Tim P. Barnett and David W. Pierce
Water Resources Research; published 29 March 2008.
[1] A water budget analysis shows that under current conditions there is a 10% chance that live storage in Lakes Mead and Powell will be gone by about 2013 and a 50% chance that it will be gone by 2021 if no changes in water allocation from the Colorado River system are made.
This startling result is driven by climate change associated with global warming, the effects of natural climate variability, and the current operating status of the reservoir system. Minimum power pool levels in both Lake Mead and Lake Powell will be reached under current conditions by 2017 with 50% probability. While these dates are subject to some uncertainty, they all point to a major and immediate water supply problem on the Colorado system. The solutions to this water shortage problem must be time-dependent to match the time-varying, human-induced decreases in future river flow.
Citation: Barnett, T. P., and D. W. Pierce (2008), When will Lake Mead go dry?, Water Resour. Res., 44, W03201,
doi:10.1029/2007WR006704.
Isn't it funny that a 2008 paper can be outdated. As KeepNVStrong pointed out the article said that if no changes in water allocation are made we would have little or no water in storage after 2021. But luckily in 2008 the states using the Colorado River came to an agreement to not let that happen including shortage guidelines. This was all spearheaded by the SNWA and the first time the seven states came to an agreement to change the policies of the river.
Unbelieveable...! Nevada, the SNWA and the Bureau of Reclamation have been offered a MILLION ACRE Feet of fresh water each year and they continue to proclaim that there is no solution to the drought dilemmas facing Nevada.
Maybe its time for the citizens of Nevada to ask the Bureau what it has done with the following offer to keep Lake Mead reasonably FULL:
August 19, 2008
TO: U.S. Bureau of Reclamation
FROM: Ray Walker, Retired Water Rights Analyst
waterrdw@yahoo.com
Subject: Lease of available space in Lake Mead
Attn: Robert Johnson, Commissioner
Robert Walsh, External Affairs Officer,Lower Colorado Region
I wish to deliver and properly measure up to ONE MILLION ACRE FEET of fresh water to the Colorado River which is absolutely non-tributary to the Colorado River.
In order to solve the water shortage dilemmas facing the region, I wish to store said non-tributary water in Lake Mead on a space available basis.
Evaporation losses will be paid by subtracting off for any increase in evaporation losses due to the increased surface area of Lake Mead that will result. Using existing capacity tables, this will be simple to calculate.
I propose to pay for the lease with some of the increase in power generation due to the increase in head pressure as the non-tributary water accumulates.
Lake Mead produces on average 1800 megawatts of renewable energy each year.
Releases of the non-tributary water will be utilized to solve the environmental problems associated with the Colorado River Delta and the endangered species in the Lower Colorado River.
The additional amount of non-tributary water will be utilized to solve the domestic and agricultural requirements of the region, as needed.
I fully understand that in the event Lake Mead eventually fills and spills, my non-tributary water will be the first to spill.

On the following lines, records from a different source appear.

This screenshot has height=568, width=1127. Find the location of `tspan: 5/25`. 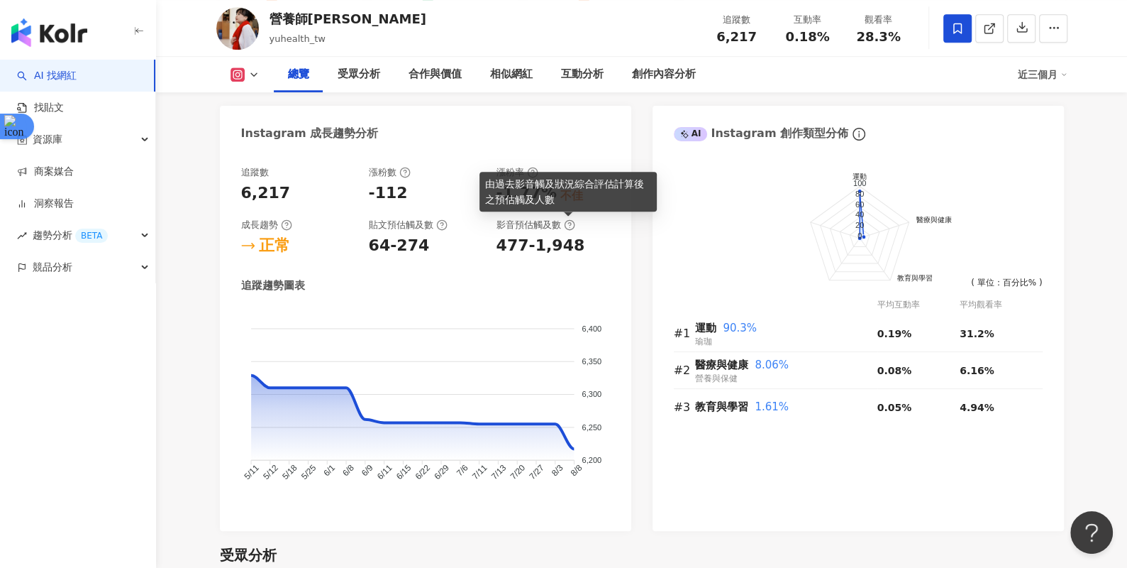

tspan: 5/25 is located at coordinates (308, 471).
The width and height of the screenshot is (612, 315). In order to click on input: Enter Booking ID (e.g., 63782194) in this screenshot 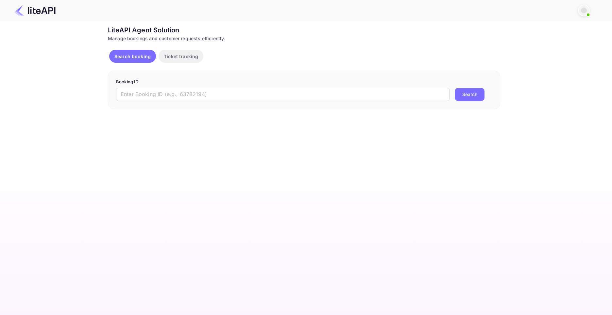, I will do `click(283, 95)`.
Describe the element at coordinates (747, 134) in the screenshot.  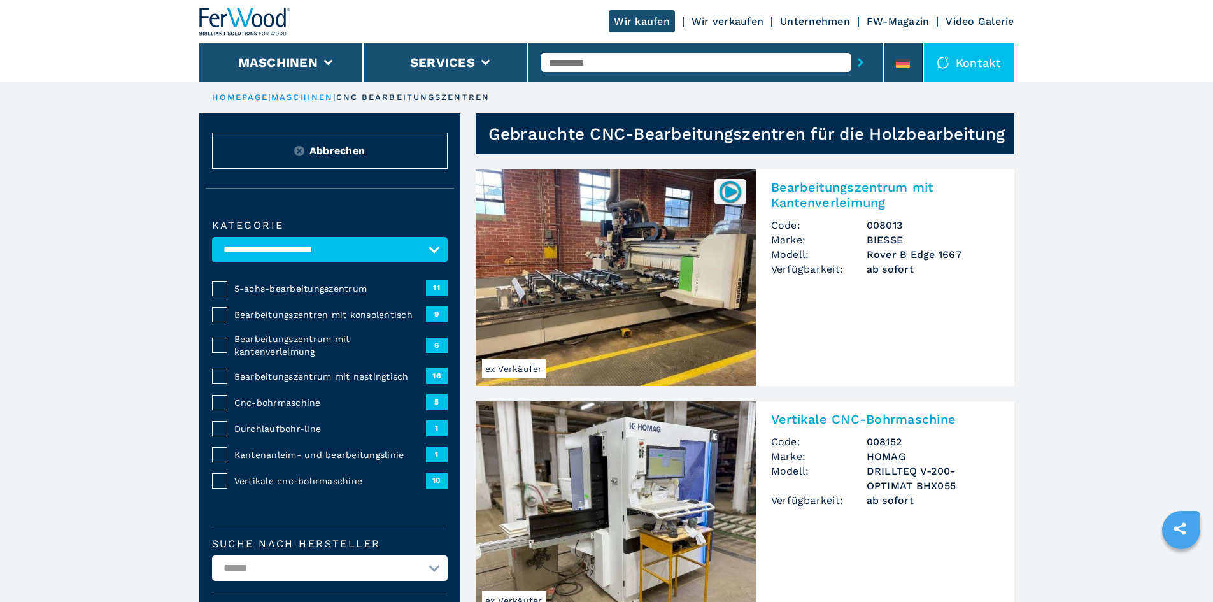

The water quality of the delivered non-tributary water, at all times, will match or exceed the water quality of existing water in Lake Mead.
I agree to make no claim for any aspect of the stored non-tributary water as it applies to the recreational activities on the surface of Lake Mead, but I will in no way be held liable for such recreational activities.
The definition of non-tributary water to the Colorado River (non-tributary water) means water that under no circumstances is part of any tributary or groundwater that would drain into or possibly be connected to or eventually ever reach any part of the Colorado River or any of its tributaries in any state.
The million acre feet of fresh water was offered to the SNWA, Nevada and the Bureau for their independent investigations and verifications by their own attorneys.